Henry was likely a Benedictine who had left the order and decided to follow his own path. In Hildebert's absence, Henry had started preaching publicly, a practice that was usually only the province of the regular clergy. Peter the Venerable wrote a pamphlet describing Henry's message: penitence was paramount, the intercession of saints was not true, second marriages were sinful. People responded, giving up the trappings of wealth. We are told that young men would marry their prostitutes in order to "make honest women" of them.
One result was that the population began to reject ecclesiastical authority as unnecessary, replacing it with a simpler lifestyle.
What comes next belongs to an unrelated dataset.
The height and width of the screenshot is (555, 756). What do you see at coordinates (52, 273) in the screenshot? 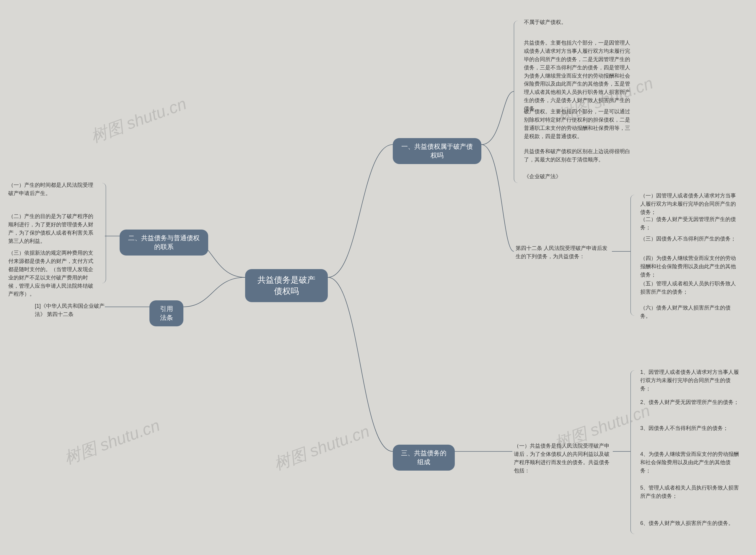
I see `leaf-text: （三）依据新法的规定两种费用的支付来源都是债务人的财产，支付方式都是随时支付的。…` at bounding box center [52, 273].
Henry and Hildebert had a public debate in which Henry's principles were shown (one person wrote) to be less heretical than simply born out of ignorance of what the Bible and Church doctrine said. Still, Hildebert banished Henry from Le Mans.
Henry went elsewhere, winding up in Arles where the archbishop arrested him and, in 1135, brought him before Pope Innocent II at the Council of Pisa. In this case a tribunal did find him heretical. He was ordered to stop his itinerant ways and go to a monastery. Supposedly he was offered a place at Clairvaux Abbey by Bernard of Clairvaux.
Bernard was a powerful influence, and association with him would have given Henry some protection. Henry chose instead to go to the south of France where he met Peter of Bruys. Peter was an early protestant who rejected infant baptism, veneration of crosses, building churches, prayers for the dead, and transubstantiation.
Henry adopted the ideas off Peter, and continued to preach them after Peter's death. This was not a wise career move for him, as we shall see tomorrow.